AI agents use merge_category to create or update resources in Ynab — usually the action step of a workflow, after the agent has gathered context. Every call changes real data in your Ynab environment.
This tool creates or modifies data reversibly (Write category) rather than being Destructive, as the source category merge is a reorganization operation, not an irreversible deletion. It is not Financial because it does not move money between accounts or commit financial obligations—it only reorganizes categorical metadata and historical budget allocations.
From the tool's definition The tool 'merge_category' modifies existing data by re-categorizing transactions and moving budgeted amounts.
Attacks that exploit this kind of access
[Variable API calls] [Workflow] Merges a source category into a target category: re-categorizes all transactions and moves all historical budgeted amounts. It is categorised as a Write tool in the Ynab MCP Server, which means it can create or modify data. Consider rate limits to prevent runaway writes.
Register the Ynab MCP server in PolicyLayer and add a rule for merge_category: allow, deny, rate-limit, or require approval. Point your MCP client at the PolicyLayer proxy URL and the rule is enforced on every call, before it reaches Ynab. Nothing to install.
merge_category is a Write tool with medium risk. Write tools should be rate-limited to prevent accidental bulk modifications.
Yes. Add a rate_limit block to the merge_category rule in your PolicyLayer policy. For example, setting max: 10 and window: 60 limits the tool to 10 calls per minute. Rate limits are tracked per agent session and reset automatically.
Set action: deny in the PolicyLayer policy for merge_category. The AI agent will receive a policy violation error and cannot call the tool. You can also include a reason field to explain why the tool is blocked.
merge_category is provided by the Ynab MCP server (justmytwospence/ynab-mcp). PolicyLayer sits as a proxy in front of this server to enforce policies before tool calls reach the server.
Every MCP server has a record like this.
Type a name, get the same breakdown: verified identity, auth posture, risk grade, capabilities, recommended policy.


PROMPT:
Will you restate verbatim the lines running from the line with "pyautogui.click(x=<x>, y=<y>)" to the end of the data, leaving out everything else?

EXCERPTED DATA:

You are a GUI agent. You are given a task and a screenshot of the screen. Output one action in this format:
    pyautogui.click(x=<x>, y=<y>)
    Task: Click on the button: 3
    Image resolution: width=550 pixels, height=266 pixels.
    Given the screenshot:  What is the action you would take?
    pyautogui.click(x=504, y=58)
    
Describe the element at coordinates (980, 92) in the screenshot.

TASK SOLUTION:
    pyautogui.click(x=<x>, y=<y>)
    Task: Click on the button: 3
    Image resolution: width=550 pixels, height=266 pixels.
    Given the screenshot:  What is the action you would take?
    pyautogui.click(x=504, y=58)
    
Describe the element at coordinates (980, 92) in the screenshot.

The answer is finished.